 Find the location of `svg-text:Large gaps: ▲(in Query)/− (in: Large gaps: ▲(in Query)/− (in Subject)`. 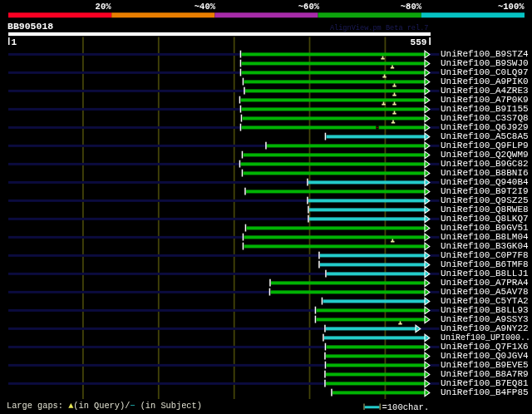

svg-text:Large gaps: ▲(in Query)/− (in: Large gaps: ▲(in Query)/− (in Subject) is located at coordinates (105, 406).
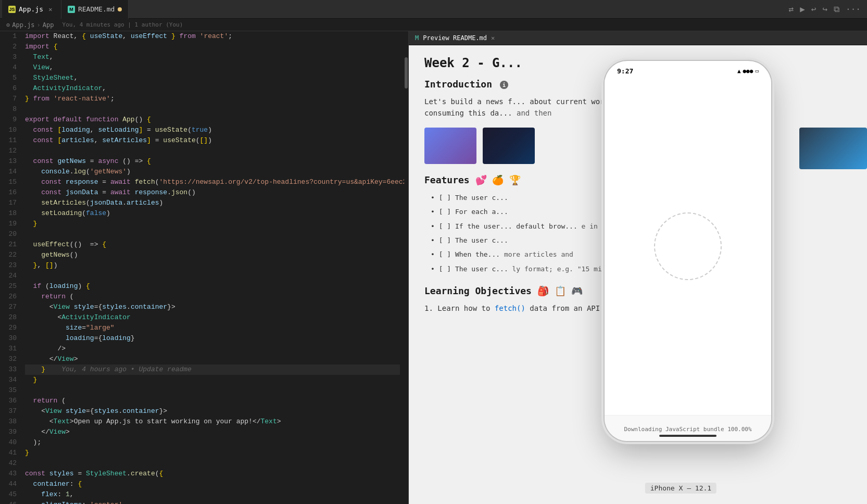  Describe the element at coordinates (212, 47) in the screenshot. I see `code-line-2: import {` at that location.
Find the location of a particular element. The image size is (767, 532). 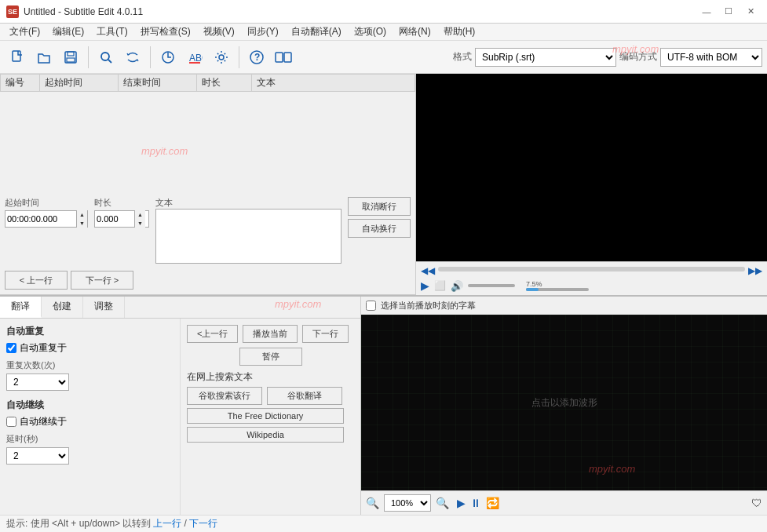

menu-file: 文件(F) is located at coordinates (25, 31).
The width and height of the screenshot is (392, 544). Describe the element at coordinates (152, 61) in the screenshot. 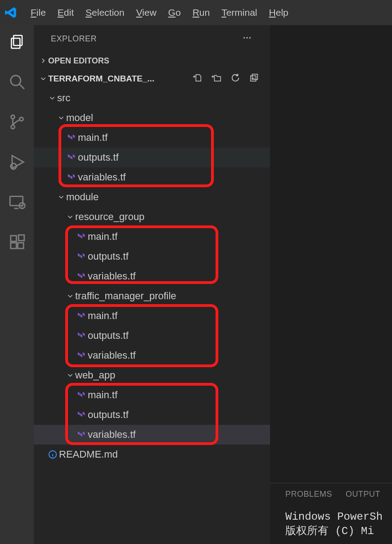

I see `open-editors-section: OPEN EDITORS` at that location.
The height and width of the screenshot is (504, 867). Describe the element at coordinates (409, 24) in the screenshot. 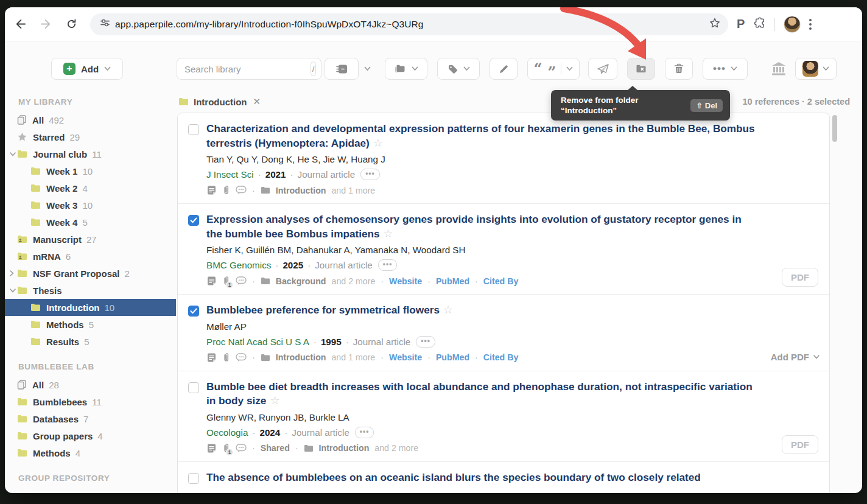

I see `url-bar: app.paperpile.com/my-library/Introductio…` at that location.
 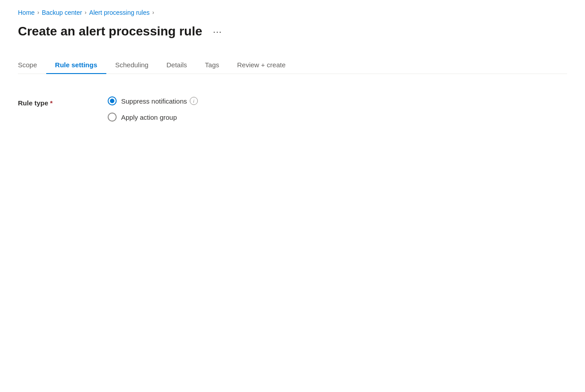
***
ASSIGNED TASK - Reproduce the entire listing exactly, but omit any pictures.

YOUR RESPONSE -
 Find the location of `svg-text:Large gaps: ▲(in Query)/− (in: Large gaps: ▲(in Query)/− (in Subject)`. 

svg-text:Large gaps: ▲(in Query)/− (in: Large gaps: ▲(in Query)/− (in Subject) is located at coordinates (105, 406).
  Describe the element at coordinates (212, 47) in the screenshot. I see `code-line-2: import {` at that location.
Find the location of a particular element. The image size is (767, 532). 

menu-file: 文件(F) is located at coordinates (25, 31).
The width and height of the screenshot is (392, 544). Describe the element at coordinates (152, 61) in the screenshot. 

I see `open-editors-section: OPEN EDITORS` at that location.
The height and width of the screenshot is (504, 867). Describe the element at coordinates (409, 24) in the screenshot. 

I see `url-bar: app.paperpile.com/my-library/Introductio…` at that location.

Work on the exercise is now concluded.